April 2021 Bulletin

Resources to Enhance Teaching and Learning at Clark University

Reflection as a Learning Tool

During the learning process, students will encounter situations that they may find confusing, contradictory to prior beliefs, complex, and uncertain. Reflection is a powerful tool that can be used during a learning experience to enhance connections to one’s self, the community, and the world around us. While instructors often hold the ability to reflect as an expectation for students, we don’t often provide instruction on effective reflection techniques. This resource bulletin outlines what reflection can entail, and what it is not, in addition to tips on implementing reflection in the classroom, types of reflection practices, and further reading on reflection as a learning tool.

 

Reflection – What it is and what is isn’t?

Reflection isn’t

  •  Didactic retelling of events.
  • A straight-forward exercise to ‘sum up’ experiences.
  •  A “one size fits all” activity for classroom learning.

Reflection is

  • Critical thinking and analysis that supports learning objectives.
  • Fostering independence in learners through their generation of questions that they then are inspired to answer.
  • The activation of learning by making connections from academic content to other contexts. 

Tips on Reflection in the Classroom

  • Tips on Reflection in the Classroom
  • Base reflection activities on identified student learning outcomes
    Use critical reflection continuously throughout the learning experience – before, during, and after. Reflection shouldn’t be saved for at the end- it is ongoing!
  • View reflection as a way to enhance learning

 

Methods for Reflection in Learning

Reflection in a “reflexive pedagogical balancing act of attending to different levels of reflection as a way to stimulate focused, thoughtful and reasoned reflections that show evidence of new ways of thinking and doing” (Ryan 2012).

Methods of Reflection

Description 

Story-telling

Students create a “story” about their learning experience. The act of writing the story (or paper) helps facilitate connections and allows student to reflect on the story of themselves as they have moved through their learning process.

Journals

Can be private, individual, or shared. Journals can be a collaborative effort between students where one student reflects on their learning on the top half of the page and a peer responds on the bottom half.

Structured/Free Structured Conversations

Done in smaller groups or as a class and allows for students to share ideas about learning based on an open ended question. Conversation length can vary.

Quick-Write

Students respond in 1-2 minutes to an open ended prompt. Quick-write leaves student the ability to reflect on the elements they found most striking or important. Students can also revisit their writing at a later date and use it as a prompt for their next quick-write. 

Concept Maps

Students create a visual diagram of a topic or concept, and uses the diagram to make connections to other ideas. Can be built over a period of time as student’s learning expands and allows for more connections.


_What is needed:_
Return the records below exactly as they are written.

_Records provided:_
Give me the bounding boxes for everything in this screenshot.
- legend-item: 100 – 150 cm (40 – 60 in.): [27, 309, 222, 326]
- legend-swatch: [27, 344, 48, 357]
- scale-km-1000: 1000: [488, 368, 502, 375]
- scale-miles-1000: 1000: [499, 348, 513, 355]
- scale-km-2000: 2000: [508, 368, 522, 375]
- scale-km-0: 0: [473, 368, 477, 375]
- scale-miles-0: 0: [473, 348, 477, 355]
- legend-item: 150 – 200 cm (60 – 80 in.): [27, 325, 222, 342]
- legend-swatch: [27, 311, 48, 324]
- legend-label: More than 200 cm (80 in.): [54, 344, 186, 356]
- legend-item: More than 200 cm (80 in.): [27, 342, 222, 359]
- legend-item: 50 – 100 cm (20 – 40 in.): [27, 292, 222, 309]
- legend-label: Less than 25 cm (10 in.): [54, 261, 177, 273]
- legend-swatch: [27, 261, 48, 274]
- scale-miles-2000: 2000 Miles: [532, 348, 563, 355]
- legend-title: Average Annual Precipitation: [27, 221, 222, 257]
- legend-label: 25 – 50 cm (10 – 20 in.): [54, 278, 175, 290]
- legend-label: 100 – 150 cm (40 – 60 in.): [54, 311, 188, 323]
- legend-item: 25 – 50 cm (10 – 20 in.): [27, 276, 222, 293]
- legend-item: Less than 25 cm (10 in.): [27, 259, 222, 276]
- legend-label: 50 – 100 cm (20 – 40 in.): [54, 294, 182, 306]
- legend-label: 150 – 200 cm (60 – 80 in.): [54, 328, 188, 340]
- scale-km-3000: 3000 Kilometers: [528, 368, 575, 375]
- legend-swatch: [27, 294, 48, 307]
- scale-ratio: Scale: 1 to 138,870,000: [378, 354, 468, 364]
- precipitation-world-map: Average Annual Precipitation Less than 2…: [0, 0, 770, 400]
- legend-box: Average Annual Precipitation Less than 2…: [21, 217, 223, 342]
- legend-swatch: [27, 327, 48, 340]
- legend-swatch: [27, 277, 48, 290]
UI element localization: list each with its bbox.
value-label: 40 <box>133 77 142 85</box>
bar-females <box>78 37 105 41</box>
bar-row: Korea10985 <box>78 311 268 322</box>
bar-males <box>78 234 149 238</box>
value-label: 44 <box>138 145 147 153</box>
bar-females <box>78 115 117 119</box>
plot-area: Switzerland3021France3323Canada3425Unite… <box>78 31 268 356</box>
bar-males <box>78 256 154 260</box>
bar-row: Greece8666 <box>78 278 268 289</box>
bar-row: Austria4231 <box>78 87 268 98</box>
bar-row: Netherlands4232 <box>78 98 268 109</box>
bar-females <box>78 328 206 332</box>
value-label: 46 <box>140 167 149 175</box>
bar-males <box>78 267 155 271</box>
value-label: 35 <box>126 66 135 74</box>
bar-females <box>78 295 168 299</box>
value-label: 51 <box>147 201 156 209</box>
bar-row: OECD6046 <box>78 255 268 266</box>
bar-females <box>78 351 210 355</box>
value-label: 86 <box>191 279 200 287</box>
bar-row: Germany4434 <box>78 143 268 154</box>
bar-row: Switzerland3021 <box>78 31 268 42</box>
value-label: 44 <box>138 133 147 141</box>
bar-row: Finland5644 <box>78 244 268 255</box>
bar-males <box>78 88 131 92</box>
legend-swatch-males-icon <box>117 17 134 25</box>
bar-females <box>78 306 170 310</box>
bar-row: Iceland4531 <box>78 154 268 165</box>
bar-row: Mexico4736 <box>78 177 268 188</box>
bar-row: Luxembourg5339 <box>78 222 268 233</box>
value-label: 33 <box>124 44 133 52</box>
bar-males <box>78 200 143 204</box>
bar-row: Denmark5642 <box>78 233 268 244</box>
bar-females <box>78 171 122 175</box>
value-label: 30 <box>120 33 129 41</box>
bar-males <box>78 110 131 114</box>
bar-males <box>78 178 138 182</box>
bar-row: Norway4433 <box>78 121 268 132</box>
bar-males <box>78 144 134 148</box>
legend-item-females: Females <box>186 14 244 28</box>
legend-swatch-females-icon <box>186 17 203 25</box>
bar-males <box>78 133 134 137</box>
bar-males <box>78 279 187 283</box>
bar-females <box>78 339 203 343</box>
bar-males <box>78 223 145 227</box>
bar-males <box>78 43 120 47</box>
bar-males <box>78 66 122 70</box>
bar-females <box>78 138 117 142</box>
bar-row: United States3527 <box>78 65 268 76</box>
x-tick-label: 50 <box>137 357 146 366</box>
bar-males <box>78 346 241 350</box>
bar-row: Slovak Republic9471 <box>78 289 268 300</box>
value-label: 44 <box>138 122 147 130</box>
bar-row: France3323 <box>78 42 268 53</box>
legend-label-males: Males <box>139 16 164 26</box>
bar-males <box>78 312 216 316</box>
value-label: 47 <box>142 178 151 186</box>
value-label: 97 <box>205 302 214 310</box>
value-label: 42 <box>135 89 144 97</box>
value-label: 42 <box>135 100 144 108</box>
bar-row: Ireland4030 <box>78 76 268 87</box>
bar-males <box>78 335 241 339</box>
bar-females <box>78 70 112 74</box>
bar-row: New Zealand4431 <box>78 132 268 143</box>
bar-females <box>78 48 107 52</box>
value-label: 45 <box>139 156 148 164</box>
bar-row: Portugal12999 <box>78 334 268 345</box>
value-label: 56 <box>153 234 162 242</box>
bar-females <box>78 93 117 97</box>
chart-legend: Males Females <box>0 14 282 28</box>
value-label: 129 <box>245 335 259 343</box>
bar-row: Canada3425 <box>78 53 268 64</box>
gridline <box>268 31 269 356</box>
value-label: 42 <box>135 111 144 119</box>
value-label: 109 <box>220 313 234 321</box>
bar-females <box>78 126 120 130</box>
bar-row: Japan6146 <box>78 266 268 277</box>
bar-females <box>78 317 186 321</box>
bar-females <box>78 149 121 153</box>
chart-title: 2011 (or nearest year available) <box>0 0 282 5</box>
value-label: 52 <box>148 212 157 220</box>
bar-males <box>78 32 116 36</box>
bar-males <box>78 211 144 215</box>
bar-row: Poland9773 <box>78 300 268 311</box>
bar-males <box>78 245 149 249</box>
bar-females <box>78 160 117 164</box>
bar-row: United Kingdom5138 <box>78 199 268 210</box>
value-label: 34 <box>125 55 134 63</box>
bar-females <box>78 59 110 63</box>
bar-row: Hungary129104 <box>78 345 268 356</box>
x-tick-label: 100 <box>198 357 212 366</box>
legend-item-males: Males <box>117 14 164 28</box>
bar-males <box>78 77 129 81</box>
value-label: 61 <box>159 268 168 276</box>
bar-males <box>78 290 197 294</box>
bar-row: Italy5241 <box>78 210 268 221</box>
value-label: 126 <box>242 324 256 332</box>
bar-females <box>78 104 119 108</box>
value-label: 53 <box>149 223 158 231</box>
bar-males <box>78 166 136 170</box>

_Task output:_
Give me the bounding boxes for everything in this screenshot.
- legend-item: 100 – 150 cm (40 – 60 in.): [27, 309, 222, 326]
- legend-swatch: [27, 344, 48, 357]
- scale-km-1000: 1000: [488, 368, 502, 375]
- scale-miles-1000: 1000: [499, 348, 513, 355]
- scale-km-2000: 2000: [508, 368, 522, 375]
- scale-km-0: 0: [473, 368, 477, 375]
- scale-miles-0: 0: [473, 348, 477, 355]
- legend-item: 150 – 200 cm (60 – 80 in.): [27, 325, 222, 342]
- legend-swatch: [27, 311, 48, 324]
- legend-label: More than 200 cm (80 in.): [54, 344, 186, 356]
- legend-item: More than 200 cm (80 in.): [27, 342, 222, 359]
- legend-item: 50 – 100 cm (20 – 40 in.): [27, 292, 222, 309]
- legend-label: Less than 25 cm (10 in.): [54, 261, 177, 273]
- legend-swatch: [27, 261, 48, 274]
- scale-miles-2000: 2000 Miles: [532, 348, 563, 355]
- legend-title: Average Annual Precipitation: [27, 221, 222, 257]
- legend-label: 25 – 50 cm (10 – 20 in.): [54, 278, 175, 290]
- legend-label: 100 – 150 cm (40 – 60 in.): [54, 311, 188, 323]
- legend-item: 25 – 50 cm (10 – 20 in.): [27, 276, 222, 293]
- legend-item: Less than 25 cm (10 in.): [27, 259, 222, 276]
- legend-label: 50 – 100 cm (20 – 40 in.): [54, 294, 182, 306]
- legend-label: 150 – 200 cm (60 – 80 in.): [54, 328, 188, 340]
- scale-km-3000: 3000 Kilometers: [528, 368, 575, 375]
- legend-swatch: [27, 294, 48, 307]
- scale-ratio: Scale: 1 to 138,870,000: [378, 354, 468, 364]
- precipitation-world-map: Average Annual Precipitation Less than 2…: [0, 0, 770, 400]
- legend-box: Average Annual Precipitation Less than 2…: [21, 217, 223, 342]
- legend-swatch: [27, 327, 48, 340]
- legend-swatch: [27, 277, 48, 290]
UI element localization: list each with its bbox.
value-label: 40 <box>133 77 142 85</box>
bar-females <box>78 37 105 41</box>
bar-row: Korea10985 <box>78 311 268 322</box>
bar-males <box>78 234 149 238</box>
value-label: 44 <box>138 145 147 153</box>
bar-females <box>78 115 117 119</box>
plot-area: Switzerland3021France3323Canada3425Unite… <box>78 31 268 356</box>
bar-males <box>78 256 154 260</box>
bar-row: Greece8666 <box>78 278 268 289</box>
bar-row: Austria4231 <box>78 87 268 98</box>
bar-row: Netherlands4232 <box>78 98 268 109</box>
bar-females <box>78 328 206 332</box>
value-label: 46 <box>140 167 149 175</box>
bar-males <box>78 267 155 271</box>
value-label: 35 <box>126 66 135 74</box>
bar-females <box>78 295 168 299</box>
value-label: 51 <box>147 201 156 209</box>
bar-row: OECD6046 <box>78 255 268 266</box>
bar-females <box>78 351 210 355</box>
value-label: 86 <box>191 279 200 287</box>
bar-row: Germany4434 <box>78 143 268 154</box>
bar-row: Switzerland3021 <box>78 31 268 42</box>
value-label: 44 <box>138 133 147 141</box>
bar-row: Finland5644 <box>78 244 268 255</box>
bar-males <box>78 88 131 92</box>
legend-swatch-males-icon <box>117 17 134 25</box>
bar-females <box>78 306 170 310</box>
bar-row: Iceland4531 <box>78 154 268 165</box>
bar-row: Mexico4736 <box>78 177 268 188</box>
bar-row: Luxembourg5339 <box>78 222 268 233</box>
value-label: 33 <box>124 44 133 52</box>
bar-males <box>78 200 143 204</box>
bar-row: Denmark5642 <box>78 233 268 244</box>
bar-females <box>78 171 122 175</box>
value-label: 30 <box>120 33 129 41</box>
bar-males <box>78 110 131 114</box>
bar-males <box>78 178 138 182</box>
bar-row: Norway4433 <box>78 121 268 132</box>
bar-males <box>78 144 134 148</box>
legend-item-females: Females <box>186 14 244 28</box>
legend-swatch-females-icon <box>186 17 203 25</box>
bar-males <box>78 133 134 137</box>
bar-males <box>78 279 187 283</box>
bar-females <box>78 339 203 343</box>
bar-males <box>78 223 145 227</box>
bar-males <box>78 43 120 47</box>
bar-males <box>78 66 122 70</box>
bar-females <box>78 138 117 142</box>
bar-row: United States3527 <box>78 65 268 76</box>
x-tick-label: 50 <box>137 357 146 366</box>
bar-males <box>78 346 241 350</box>
bar-row: Slovak Republic9471 <box>78 289 268 300</box>
value-label: 44 <box>138 122 147 130</box>
bar-row: France3323 <box>78 42 268 53</box>
legend-label-males: Males <box>139 16 164 26</box>
bar-males <box>78 312 216 316</box>
value-label: 47 <box>142 178 151 186</box>
value-label: 97 <box>205 302 214 310</box>
value-label: 42 <box>135 89 144 97</box>
value-label: 42 <box>135 100 144 108</box>
bar-row: Ireland4030 <box>78 76 268 87</box>
bar-males <box>78 335 241 339</box>
bar-females <box>78 70 112 74</box>
bar-row: New Zealand4431 <box>78 132 268 143</box>
bar-females <box>78 48 107 52</box>
value-label: 45 <box>139 156 148 164</box>
bar-row: Portugal12999 <box>78 334 268 345</box>
value-label: 56 <box>153 234 162 242</box>
bar-females <box>78 93 117 97</box>
chart-legend: Males Females <box>0 14 282 28</box>
value-label: 129 <box>245 335 259 343</box>
bar-row: Canada3425 <box>78 53 268 64</box>
gridline <box>268 31 269 356</box>
value-label: 42 <box>135 111 144 119</box>
value-label: 109 <box>220 313 234 321</box>
bar-females <box>78 126 120 130</box>
bar-row: Japan6146 <box>78 266 268 277</box>
bar-females <box>78 317 186 321</box>
bar-females <box>78 149 121 153</box>
chart-title: 2011 (or nearest year available) <box>0 0 282 5</box>
value-label: 52 <box>148 212 157 220</box>
bar-males <box>78 32 116 36</box>
bar-males <box>78 211 144 215</box>
bar-row: Poland9773 <box>78 300 268 311</box>
bar-males <box>78 245 149 249</box>
bar-females <box>78 160 117 164</box>
bar-row: United Kingdom5138 <box>78 199 268 210</box>
value-label: 34 <box>125 55 134 63</box>
bar-females <box>78 59 110 63</box>
bar-row: Hungary129104 <box>78 345 268 356</box>
x-tick-label: 100 <box>198 357 212 366</box>
legend-item-males: Males <box>117 14 164 28</box>
bar-males <box>78 77 129 81</box>
value-label: 61 <box>159 268 168 276</box>
bar-males <box>78 290 197 294</box>
bar-row: Italy5241 <box>78 210 268 221</box>
value-label: 126 <box>242 324 256 332</box>
bar-females <box>78 104 119 108</box>
value-label: 53 <box>149 223 158 231</box>
bar-males <box>78 166 136 170</box>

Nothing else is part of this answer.